Since islanders took away stones from those Stupas for building their homes, when the round structure on top collapsed on the quadrangular base, it left shapes that could be said to be roughly conical or pyramidal. The fact is that, as HCP Bell proved with his careful and learned research work, all ancient archaeological remains on the Maldives unearthed to date are distinctly Buddhist. The Hindu Maldivian Buddhist statue from Toddu Island elements that are present in those sites are not part of a former substratum, but part of Buddhist Vajrayana iconography itself. Buddhism may be regarded, in a sense, as a branch of Hinduism and both influenced each other mutually in their architecture and iconography along their history because their geographical and cultural origins are mostly overlapping. Concerning archaeology in the Maldives, I wish more people would read and refer to HCP Bell's monograph 'The Maldive Islands', a book has been reprinted recently and which despite being old is still the best work on the subject, instead of Heyerdahl's book ‘The Maldive Mystery’.
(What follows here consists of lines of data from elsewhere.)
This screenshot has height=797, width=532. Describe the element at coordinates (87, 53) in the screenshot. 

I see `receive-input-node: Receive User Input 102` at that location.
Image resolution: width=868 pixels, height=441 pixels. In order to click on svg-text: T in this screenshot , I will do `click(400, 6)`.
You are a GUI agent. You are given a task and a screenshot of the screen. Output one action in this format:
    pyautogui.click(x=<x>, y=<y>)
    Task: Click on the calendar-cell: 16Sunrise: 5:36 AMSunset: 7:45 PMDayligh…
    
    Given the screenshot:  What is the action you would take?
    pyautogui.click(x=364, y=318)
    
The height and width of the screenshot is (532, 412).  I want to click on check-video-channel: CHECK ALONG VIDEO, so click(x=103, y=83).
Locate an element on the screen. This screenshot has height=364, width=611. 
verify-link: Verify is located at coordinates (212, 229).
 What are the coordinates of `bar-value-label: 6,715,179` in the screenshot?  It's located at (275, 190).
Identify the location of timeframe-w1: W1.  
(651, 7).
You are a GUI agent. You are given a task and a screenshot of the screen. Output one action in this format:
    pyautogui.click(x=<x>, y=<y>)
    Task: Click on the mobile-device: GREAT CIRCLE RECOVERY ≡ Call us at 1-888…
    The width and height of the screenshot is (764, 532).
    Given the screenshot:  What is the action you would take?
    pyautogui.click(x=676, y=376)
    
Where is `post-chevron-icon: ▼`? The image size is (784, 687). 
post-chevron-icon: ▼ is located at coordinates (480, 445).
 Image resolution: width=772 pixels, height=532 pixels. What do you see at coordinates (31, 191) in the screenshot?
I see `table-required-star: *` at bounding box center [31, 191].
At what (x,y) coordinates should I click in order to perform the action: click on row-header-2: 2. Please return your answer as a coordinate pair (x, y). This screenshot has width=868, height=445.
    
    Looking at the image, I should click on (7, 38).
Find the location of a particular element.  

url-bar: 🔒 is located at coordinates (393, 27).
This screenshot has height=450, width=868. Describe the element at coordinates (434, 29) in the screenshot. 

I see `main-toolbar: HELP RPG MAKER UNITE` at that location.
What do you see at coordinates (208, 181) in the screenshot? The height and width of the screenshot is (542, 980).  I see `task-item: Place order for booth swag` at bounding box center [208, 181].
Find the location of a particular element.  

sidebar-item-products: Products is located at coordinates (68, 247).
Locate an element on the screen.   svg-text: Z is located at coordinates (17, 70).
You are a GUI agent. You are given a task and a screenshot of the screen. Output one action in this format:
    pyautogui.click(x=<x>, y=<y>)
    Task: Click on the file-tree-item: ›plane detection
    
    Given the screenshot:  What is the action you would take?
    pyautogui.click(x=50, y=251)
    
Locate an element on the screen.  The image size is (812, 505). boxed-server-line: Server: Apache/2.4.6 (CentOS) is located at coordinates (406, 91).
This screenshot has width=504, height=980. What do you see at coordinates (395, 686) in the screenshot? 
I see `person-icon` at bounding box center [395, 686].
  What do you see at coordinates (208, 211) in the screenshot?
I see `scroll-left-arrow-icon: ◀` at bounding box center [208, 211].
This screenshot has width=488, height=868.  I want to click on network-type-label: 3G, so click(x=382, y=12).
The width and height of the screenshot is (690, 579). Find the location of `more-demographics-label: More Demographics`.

 "Thor Heyerdahl is shrill but mistaken in many of his assumptions. Far from solving the Easter Island mystery, he has succeeded in making the solution more difficult for qualified scientists and made something of a fool of himself in the process. He is an amateur, a popularizer, an impresario, with a zoology degree from the University of Oslo. And his efforts in the Pacific greatly resemble the muddling attentions of, say, the hack writer of detective stories when faced with an actual crime scene --someone who ignores the minutiae of evidence, hair analysis, or electrophoresis (for typing bloodstains)-- and in blundering around a crime scene, muttering "The butler did it!", makes a complete hash of it for forensic scientists. The mention of Heyerdahl's name in academic circles frequently produces embarrassment or anger..." Paul Theroux

 A further blunder of Heyerdahl concerns his insistence that large groups of people bringing with them the sun-worship had travelled across the seas of the world in rafts or crude boats, settling here and there and building up new societies that built pyramids and decorated them with sun symbols. He badly wanted to believe that Asehkara, the way Maldivians call the land of Aceh in northern Sumatra, was the land of the Aztecs, at the other end of the world.

 But it is unlikely that people would have arrived to the Maldives in masses, and since a large fleet would have been needed, not even in sizeable communities. The Maldivian legends talk about some rulers or kingly people who arrived to the islands, probably about 2,000 years ago. But those may have only been a handful of people who took power, or were given the right to rule, and later intermarried. Mass migration of people from different ethnic groups would have created an enduring trauma that would necessary have been reflected in the oral tradition.

 After 24 years of gathering and studying the oral tradition of the Maldive Atolls I can only say that Thor Heyerdahl’s inflated speculations are completely misplaced.